With its proximity to the cultural hub of New York City and its quieter suburban and rural landscapes, Connecticut was fertile ground for artists and writers in the period of Modernist movements between 1913 and 1979. Many of these cultural figures are well known through biographical and critical studies. Creative Places seeks to show how place played a significant role in creative work, and how in turn the artists and writers influenced communities in Connecticut.
Pioneer and activist in disability rights, suffrage movement, and other social issues. Keller was also a founding member of the American Civil Liberties Union.
Helen Keller was deaf and blind from the age of 19 months, possibly because of rubella or scarlet fever. She nonetheless studied at Radcliffe and in 1904 became the first deaf-blind person to earn a BA cum laude, a feat made possible with the help of Anne Sullivan who read everything and then signed into Helen’s hand. Anne stayed with Helen until her death in 1936, when Polly Thomson assumed the role. At Radcliffe Keller began a writing career, publishing her autobiography, “The Story of My Life” in 1903. Over the next several years, Keller wrote magazine article on women’s issues, and in the 1920s began working for humanitarian causes. She moved into a house in Easton she named Arcan Ridge in 1936, living there, and after a fire in a near reproduction on the same site, Arcan Ridge II, until her death.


→ **About this exercise**: Go through the entries below, tally each line that has the word "title", and give only the total.
------ The data ------
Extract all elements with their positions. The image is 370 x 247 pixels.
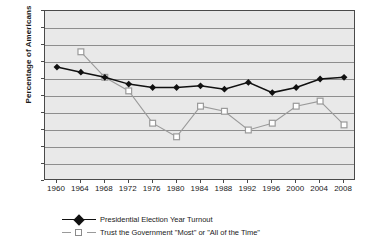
data-point-square bbox=[317, 98, 323, 104]
y-axis-title: Percentage of Americans bbox=[24, 0, 33, 135]
data-point-diamond bbox=[149, 84, 156, 91]
data-point-diamond bbox=[341, 74, 348, 81]
data-point-square bbox=[126, 88, 132, 94]
open-square-key-icon bbox=[62, 227, 96, 238]
data-point-square bbox=[150, 120, 156, 126]
chart-container: Percentage of Americans 0102030405060708… bbox=[0, 0, 370, 247]
legend-item-turnout: Presidential Election Year Turnout bbox=[62, 213, 260, 226]
data-point-diamond bbox=[245, 79, 252, 86]
data-point-diamond bbox=[54, 64, 61, 71]
data-point-square bbox=[245, 127, 251, 133]
data-point-diamond bbox=[173, 84, 180, 91]
data-point-diamond bbox=[125, 81, 132, 88]
legend-label-trust: Trust the Government "Most" or "All of t… bbox=[96, 228, 260, 237]
x-axis-tick-label: 2008 bbox=[326, 184, 360, 193]
series-trust-the-government bbox=[78, 49, 347, 140]
data-point-square bbox=[174, 134, 180, 140]
data-point-diamond bbox=[221, 86, 228, 93]
series-layer bbox=[45, 11, 356, 181]
legend-item-trust: Trust the Government "Most" or "All of t… bbox=[62, 226, 260, 239]
series-line bbox=[81, 52, 344, 137]
filled-diamond-key-icon bbox=[62, 214, 96, 225]
chart-legend: Presidential Election Year Turnout Trust… bbox=[62, 213, 260, 239]
data-point-square bbox=[293, 103, 299, 109]
data-point-square bbox=[341, 122, 347, 128]
data-point-square bbox=[269, 120, 275, 126]
plot-area bbox=[44, 10, 355, 180]
y-axis-tick-mark bbox=[41, 180, 44, 181]
data-point-diamond bbox=[197, 82, 204, 89]
data-point-diamond bbox=[269, 89, 276, 96]
series-presidential-election-year-turnout bbox=[54, 64, 348, 96]
data-point-diamond bbox=[77, 69, 84, 76]
data-point-square bbox=[78, 49, 84, 55]
legend-label-turnout: Presidential Election Year Turnout bbox=[96, 215, 213, 224]
data-point-square bbox=[222, 108, 228, 114]
data-point-diamond bbox=[293, 84, 300, 91]
data-point-square bbox=[198, 103, 204, 109]
data-point-diamond bbox=[317, 76, 324, 83]
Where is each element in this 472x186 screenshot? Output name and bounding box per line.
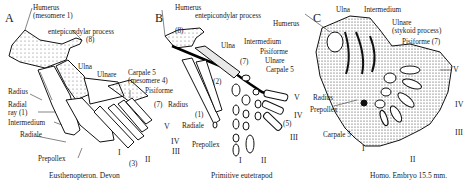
a-entepicondylar-label: entepicondylar process <box>48 28 114 36</box>
b-prepollex-label: Prepollex <box>192 141 220 149</box>
b-radiale-label: Radiale <box>182 122 204 130</box>
c-digit-ii: II <box>410 155 415 164</box>
b-pisiforme-num: (7) <box>240 58 248 66</box>
panel-a-letter: A <box>5 11 14 26</box>
c-ulna-label: Ulna <box>336 6 350 14</box>
a-digit-iii: III <box>172 147 180 156</box>
c-ulnare-label: Ulnare <box>392 19 412 27</box>
c-humerus-label: Humerus <box>273 20 299 28</box>
a-radial-ray-label: Radial <box>8 101 27 109</box>
a-radius-label: Radius <box>8 88 28 96</box>
b-humerus-label: Humerus <box>175 4 201 12</box>
panel-b-letter: B <box>155 11 163 26</box>
b-digit-i: I <box>239 156 242 165</box>
c-ulnare-sub-label: (stykoid process) <box>392 27 441 35</box>
a-prepollex-label: Prepollex <box>38 155 66 163</box>
a-radial-ray-label-2: ray (1) <box>8 109 27 117</box>
b-entepicondylar-label: entepicondylar process <box>195 12 261 20</box>
panel-c-letter: C <box>313 11 321 26</box>
b-radius-label: Radius <box>168 101 188 109</box>
b-ulna-label: Ulna <box>221 42 235 50</box>
a-carpale5-label: Carpale 5 <box>128 69 156 77</box>
a-digit-iv: IV <box>171 137 179 146</box>
c-prepollex-label: Prepollex <box>310 106 338 114</box>
b-digit-iv: IV <box>294 111 302 120</box>
c-radius-label: Radius <box>313 94 333 102</box>
b-ulnare-label: Ulnare <box>265 57 285 65</box>
a-radiale-label: Radiale <box>20 131 42 139</box>
a-humerus-label: Humerus <box>33 4 59 12</box>
b-digit-iii: III <box>290 133 298 142</box>
b-digit-ii: II <box>261 156 266 165</box>
c-digit-iv: IV <box>455 100 463 109</box>
a-humerus-sub-label: (mesomere 1) <box>33 12 73 20</box>
b-pisiforme-label: Pisiforme <box>260 48 288 56</box>
a-digit-i: I <box>118 148 121 157</box>
a-ulna-label: Ulna <box>78 63 92 71</box>
a-digit-v: V <box>164 122 170 131</box>
a-digit-ii: II <box>145 155 150 164</box>
b-intermedium-label: Intermedium <box>244 38 281 46</box>
a-ulnare-label: Ulnare <box>97 71 117 79</box>
b-num5: (5) <box>283 120 291 128</box>
b-num2: (2) <box>213 78 221 86</box>
b-caption: Primitive eutetrapod <box>211 171 272 180</box>
a-num3: (3) <box>129 160 137 168</box>
c-carpale5-label: Carpale 5 <box>323 131 351 139</box>
b-digit-v: V <box>294 93 300 102</box>
c-digit-v: V <box>453 65 459 74</box>
c-pisiforme-label: Pisiforme (7) <box>402 38 440 46</box>
a-intermedium-label: Intermedium <box>8 119 45 127</box>
b-num1: (1) <box>195 111 203 119</box>
a-pisiforme-label: Pisiforme <box>145 87 173 95</box>
b-carpale5-label: Carpale 5 <box>266 66 294 74</box>
c-digit-iii: III <box>455 128 463 137</box>
c-digit-i: I <box>362 144 365 153</box>
panel-c-drawing <box>316 16 452 146</box>
a-carpale5-sub-label: (mesomere 4) <box>128 77 168 85</box>
a-caption: Eusthenopteron. Devon <box>49 171 120 180</box>
a-pisiforme-num: (7) <box>154 101 162 109</box>
a-entepicondylar-num: (8) <box>86 36 94 44</box>
b-entepicondylar-num: (8) <box>175 27 183 35</box>
c-intermedium-label: Intermedium <box>364 6 401 14</box>
c-caption: Homo. Embryo 15.5 mm. <box>370 171 447 180</box>
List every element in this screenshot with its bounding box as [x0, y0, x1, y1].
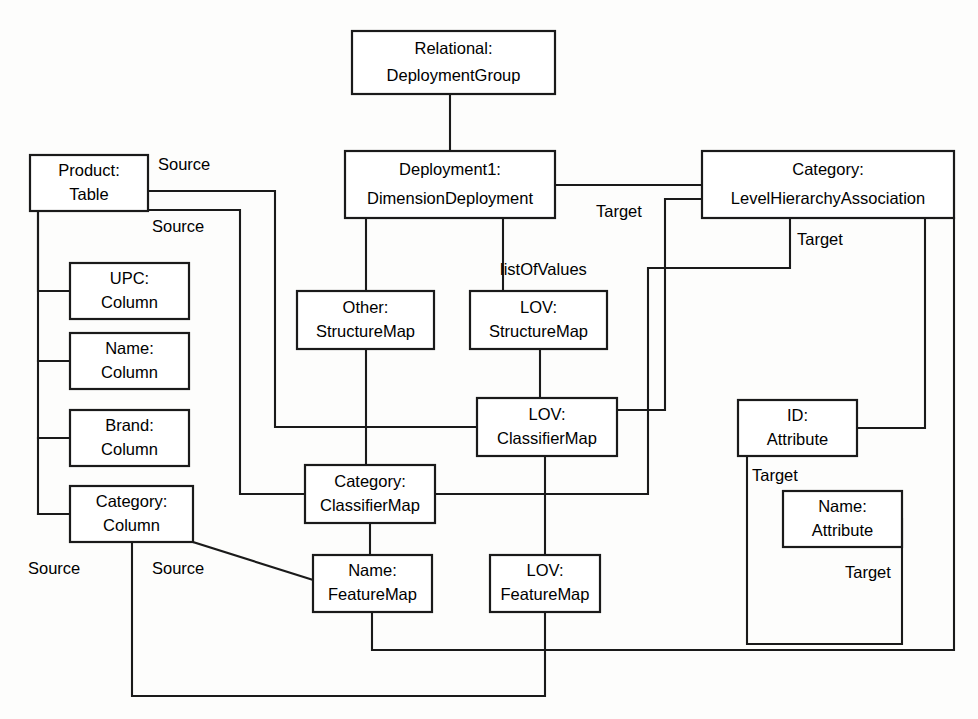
diagram-svg: Relational:DeploymentGroupProduct:TableD… [0, 0, 978, 719]
edge-label-label-target-1: Target [596, 202, 642, 220]
node-label-line1-brand-column: Brand: [105, 416, 154, 434]
node-name-featuremap[interactable]: Name:FeatureMap [313, 555, 432, 612]
node-label-line2-deployment1-dimensiondeployment: DimensionDeployment [367, 189, 533, 207]
node-label-line1-category-classifiermap: Category: [334, 472, 406, 490]
edge-label-label-source-1: Source [158, 155, 210, 173]
node-label-line2-lov-structuremap: StructureMap [489, 322, 588, 340]
node-upc-column[interactable]: UPC:Column [70, 263, 189, 319]
node-label-line1-product-table: Product: [58, 161, 119, 179]
node-label-line1-category-column: Category: [96, 492, 168, 510]
edge-e-namefeature-bottom [372, 218, 954, 650]
object-diagram-canvas: Relational:DeploymentGroupProduct:TableD… [0, 0, 978, 719]
edge-label-label-target-3: Target [752, 466, 798, 484]
edge-e-categorycolumn-namefeature [193, 542, 313, 580]
node-other-structuremap[interactable]: Other:StructureMap [297, 291, 434, 349]
node-lov-classifiermap[interactable]: LOV:ClassifierMap [477, 398, 617, 456]
node-label-line2-category-column: Column [103, 516, 160, 534]
node-label-line1-name-column: Name: [105, 339, 154, 357]
node-lov-structuremap[interactable]: LOV:StructureMap [470, 291, 607, 349]
edge-e-category-id [857, 218, 925, 428]
node-name-attribute[interactable]: Name:Attribute [783, 491, 902, 547]
node-label-line1-name-featuremap: Name: [348, 561, 397, 579]
node-label-line2-name-attribute: Attribute [812, 521, 873, 539]
node-label-line2-lov-featuremap: FeatureMap [501, 585, 590, 603]
node-lov-featuremap[interactable]: LOV:FeatureMap [490, 555, 600, 612]
node-category-classifiermap[interactable]: Category:ClassifierMap [305, 465, 435, 523]
node-label-line1-id-attribute: ID: [787, 406, 808, 424]
node-label-line2-name-column: Column [101, 363, 158, 381]
nodes-layer: Relational:DeploymentGroupProduct:TableD… [30, 31, 954, 612]
node-label-line1-lov-structuremap: LOV: [520, 298, 557, 316]
node-label-line2-other-structuremap: StructureMap [316, 322, 415, 340]
node-relational-deploymentgroup[interactable]: Relational:DeploymentGroup [352, 31, 555, 94]
edge-e-product-upc [38, 211, 70, 291]
node-label-line1-lov-classifiermap: LOV: [529, 405, 566, 423]
node-label-line2-brand-column: Column [101, 440, 158, 458]
node-label-line2-category-levelhierarchyassociation: LevelHierarchyAssociation [731, 189, 925, 207]
node-category-column[interactable]: Category:Column [70, 486, 193, 542]
node-label-line1-deployment1-dimensiondeployment: Deployment1: [399, 160, 501, 178]
edge-label-label-target-4: Target [845, 563, 891, 581]
node-label-line1-relational-deploymentgroup: Relational: [415, 39, 493, 57]
edge-label-label-source-4: Source [152, 559, 204, 577]
edge-label-label-source-3: Source [28, 559, 80, 577]
edge-label-label-source-2: Source [152, 217, 204, 235]
edge-label-label-listofvalues: listOfValues [500, 260, 587, 278]
node-category-levelhierarchyassociation[interactable]: Category:LevelHierarchyAssociation [702, 151, 954, 218]
edge-label-label-target-2: Target [797, 230, 843, 248]
node-label-line2-category-classifiermap: ClassifierMap [320, 496, 420, 514]
node-label-line2-product-table: Table [69, 185, 108, 203]
node-label-line2-upc-column: Column [101, 293, 158, 311]
node-label-line2-relational-deploymentgroup: DeploymentGroup [387, 66, 521, 84]
edge-e-categorytarget-lovclassifier [617, 199, 702, 410]
node-label-line2-id-attribute: Attribute [767, 430, 828, 448]
node-id-attribute[interactable]: ID:Attribute [738, 400, 857, 456]
node-label-line2-lov-classifiermap: ClassifierMap [497, 429, 597, 447]
node-label-line1-lov-featuremap: LOV: [527, 561, 564, 579]
node-label-line2-name-featuremap: FeatureMap [328, 585, 417, 603]
node-label-line1-upc-column: UPC: [110, 269, 149, 287]
node-label-line1-other-structuremap: Other: [343, 298, 389, 316]
node-deployment1-dimensiondeployment[interactable]: Deployment1:DimensionDeployment [345, 151, 555, 218]
node-brand-column[interactable]: Brand:Column [70, 410, 189, 466]
node-label-line1-name-attribute: Name: [818, 497, 867, 515]
node-product-table[interactable]: Product:Table [30, 155, 148, 211]
node-name-column[interactable]: Name:Column [70, 333, 189, 389]
node-label-line1-category-levelhierarchyassociation: Category: [792, 160, 864, 178]
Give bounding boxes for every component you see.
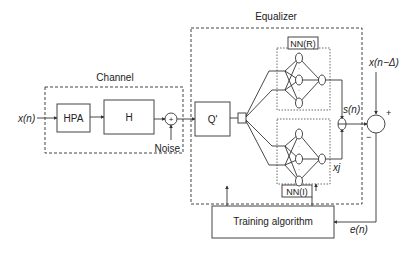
svg-text:·: · (298, 143, 300, 149)
nn-imag-boundary (277, 119, 330, 184)
comparator-plus: + (386, 108, 391, 118)
noise-label: Noise (154, 143, 180, 154)
svg-text:·: · (298, 87, 300, 93)
svg-text:·: · (298, 166, 300, 172)
error-label: e(n) (350, 224, 368, 235)
h-label: H (125, 112, 132, 123)
error-comparator (367, 115, 385, 133)
training-label: Training algorithm (233, 216, 313, 227)
comparator-minus: − (366, 132, 371, 142)
equalizer-title: Equalizer (255, 11, 297, 22)
nn-real-network: · · (269, 53, 326, 108)
hpa-label: HPA (64, 113, 84, 124)
svg-text:·: · (298, 65, 300, 71)
equalizer-block-diagram: Equalizer Channel x(n) HPA H + Noise Q' … (0, 0, 412, 255)
reference-label: x(n−Δ) (368, 57, 399, 68)
channel-title: Channel (96, 72, 133, 83)
imag-output-label: xj (332, 162, 341, 173)
adder-plus: + (169, 115, 174, 124)
quantizer-label: Q' (208, 114, 218, 125)
nn-imag-network: · · (269, 129, 326, 186)
nn-imag-label: NN(I) (286, 187, 308, 197)
nn-real-label: NN(R) (290, 39, 316, 49)
input-label: x(n) (17, 113, 35, 124)
output-label: s(n) (343, 104, 360, 115)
------
→ **Task answer**: 3